Operational efficiency is best known as the ratio between business input and business output: the resources used versus the business outcome. Operational efficiency helps DevOps, operations, site reliability engineering (SRE), and other teams achieve their goals in the most effective way. 

In the 2021 Accelerate State of DevOps report, Google Cloud’s DevOps Research and Assessment (DORA) reported that teams who excel at modern operational practices are 1.4 times more likely to report greater software delivery and operational performance, and 1.8 times more likely to report better business outcomes.

Here are four ways to improve efficiency as part of your observability practice.   

1. Collect all telemetry in one place 

The four essential data types for observability telemetry are metrics, events, logs, and traces (MELT). You can read more about these in MELT 101. An observability platform gives you all of that telemetry data in one place. Service characterization ensures you have the right instrumentation to get the data to meet your observability objectives—service level agreements (SLA), monitoring customer experience, tracking compliance, and others. Teams can then take this data to quickly resolve issues and proactively identify ways to optimize performance. 

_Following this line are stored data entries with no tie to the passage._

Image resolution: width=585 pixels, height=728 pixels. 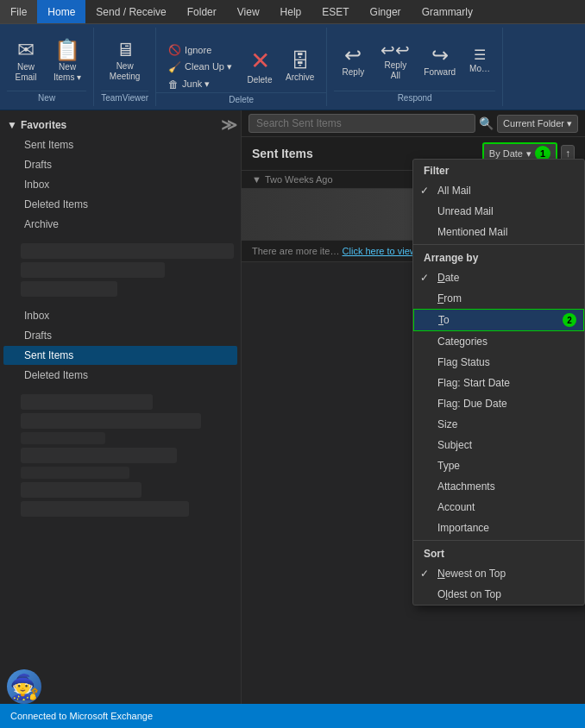 I want to click on account-arrange-item: Account, so click(x=499, y=507).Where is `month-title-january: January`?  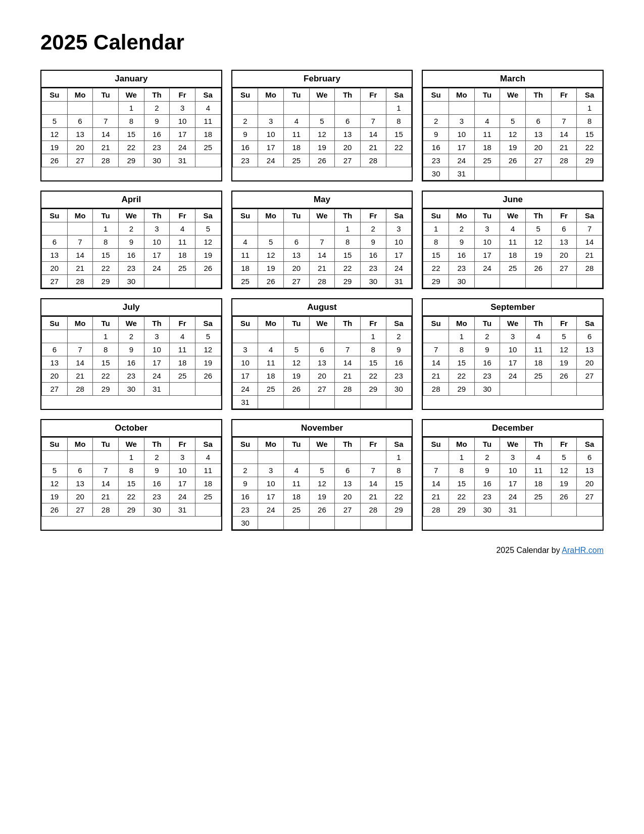
month-title-january: January is located at coordinates (131, 79).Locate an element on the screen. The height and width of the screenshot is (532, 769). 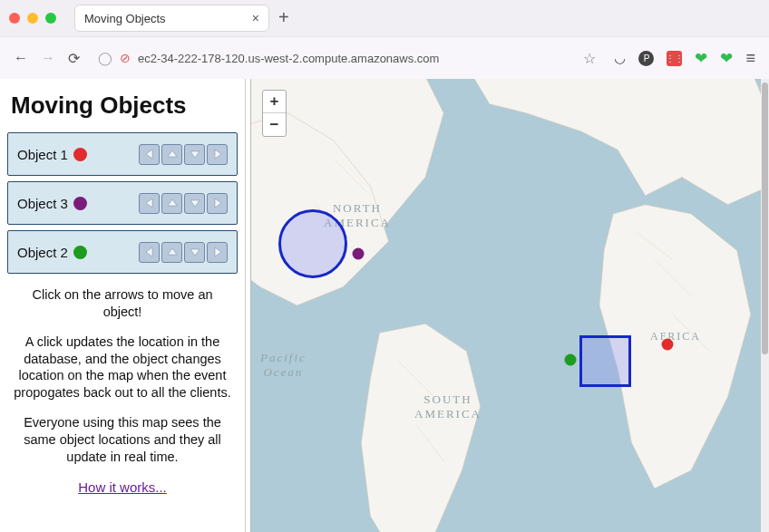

Get started: Instrument your entire stack with out-of-the-box integrations and quickstarts from New Relic.

2. Get everyone speaking the same language    

When it comes to observability, common language starts with naming conventions. This gives operations staff a common language to use with developers during incidents, reducing the time to triage, and addressing problems before they impact customers.

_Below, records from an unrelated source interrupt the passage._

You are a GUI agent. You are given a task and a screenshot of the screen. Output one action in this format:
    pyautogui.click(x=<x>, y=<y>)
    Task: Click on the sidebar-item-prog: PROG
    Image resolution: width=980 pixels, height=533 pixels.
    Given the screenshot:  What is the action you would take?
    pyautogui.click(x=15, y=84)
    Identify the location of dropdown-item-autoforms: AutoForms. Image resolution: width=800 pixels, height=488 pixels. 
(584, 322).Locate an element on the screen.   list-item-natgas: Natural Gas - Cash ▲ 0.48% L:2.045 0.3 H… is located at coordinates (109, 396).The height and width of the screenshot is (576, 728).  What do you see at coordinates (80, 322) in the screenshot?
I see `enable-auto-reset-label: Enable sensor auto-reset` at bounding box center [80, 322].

Get started: Establish a naming convention for your applications and use labels to help you search and filter tasks. You can use a naming convention such as: <environment>-<appname>-<language> to make it easier to spot patterns in your data. You can also use labels and categories to help organize your telemetry. 

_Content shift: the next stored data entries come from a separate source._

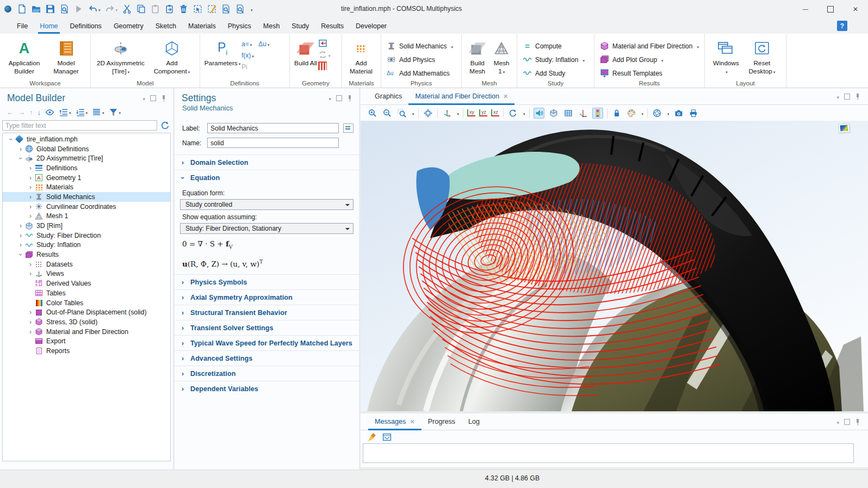 Image resolution: width=868 pixels, height=488 pixels. Describe the element at coordinates (166, 26) in the screenshot. I see `menu-sketch: Sketch` at that location.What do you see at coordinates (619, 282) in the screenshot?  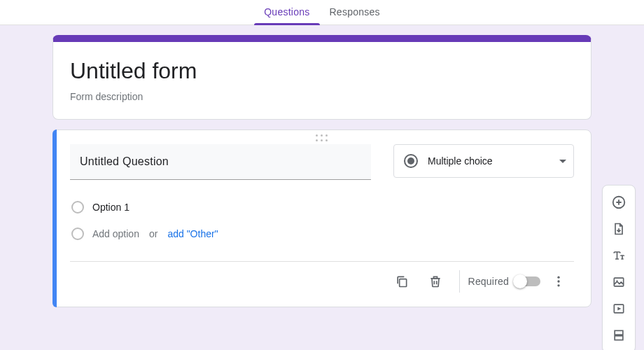 I see `add-image-button` at bounding box center [619, 282].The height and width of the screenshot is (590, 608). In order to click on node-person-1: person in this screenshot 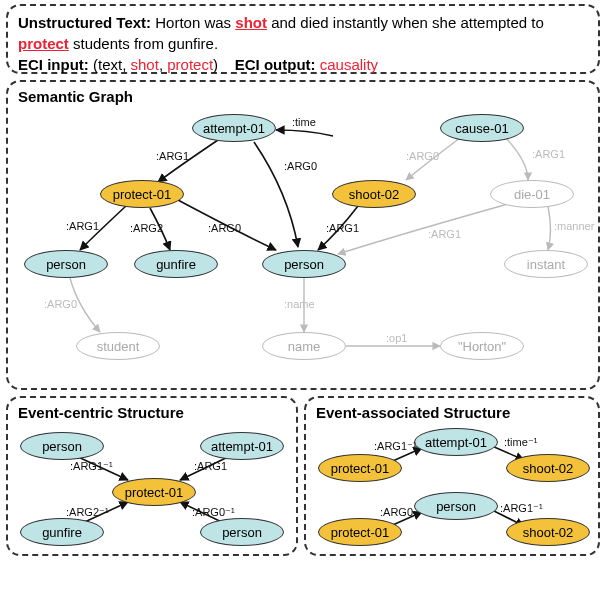, I will do `click(66, 264)`.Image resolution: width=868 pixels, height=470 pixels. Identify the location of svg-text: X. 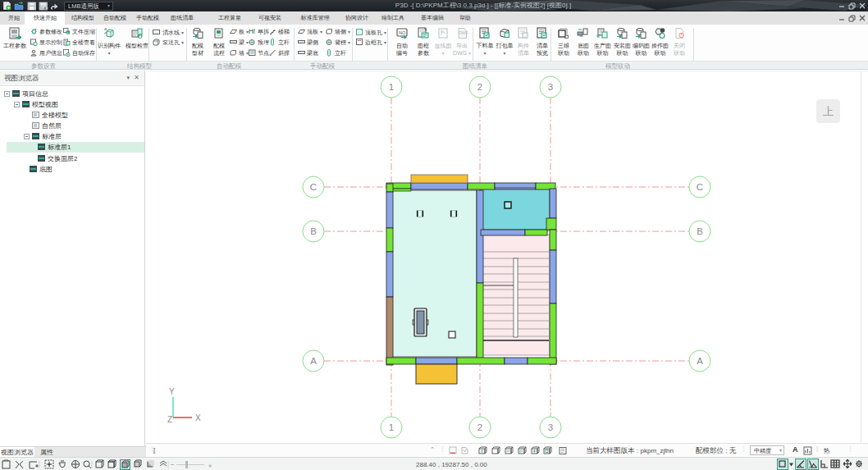
(199, 418). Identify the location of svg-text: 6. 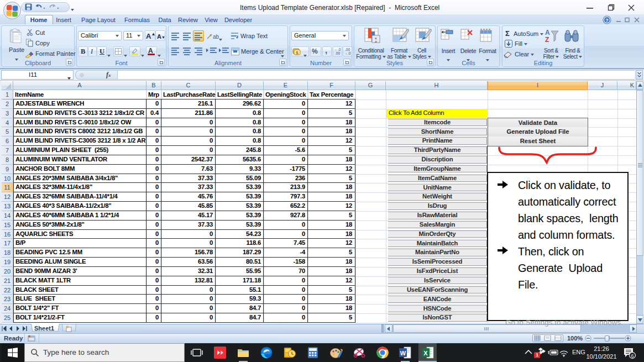
(632, 356).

3. Reduce the toil by making observability automatic     

Use automation as much as possible. Automating instrumentation is the first step. Control and configure your observability platform to prevent delay between data acquisition and realizing the value of that data. Called observability-as-code, automation lets you easily repeat, scale, and update observability resources. 

Get started: Use a provisioning tool such as Terraform to make packaged sets of resources—such as dashboards, alerts, and workloads—easily shared and deployed. 

4. Reign in tool sprawl   

With everything in one place, you’ll operate more efficiently. You’ll also reduce the operational burden, complexity, and cost of maintaining other tools and systems. Built-in integrations for open source tools in your observability platform make it easy to have a single source of truth. Some ways to reign in tool sprawl include:  

  • Critically analyzing existing toolsets and use cases they support.
  • Strategically combining relevant data into your observability platform.
  • Removing tool and technology redundancies.

Get started: Plan, prepare, and execute a tool consolidation strategy, including alert standardization to consolidate your data.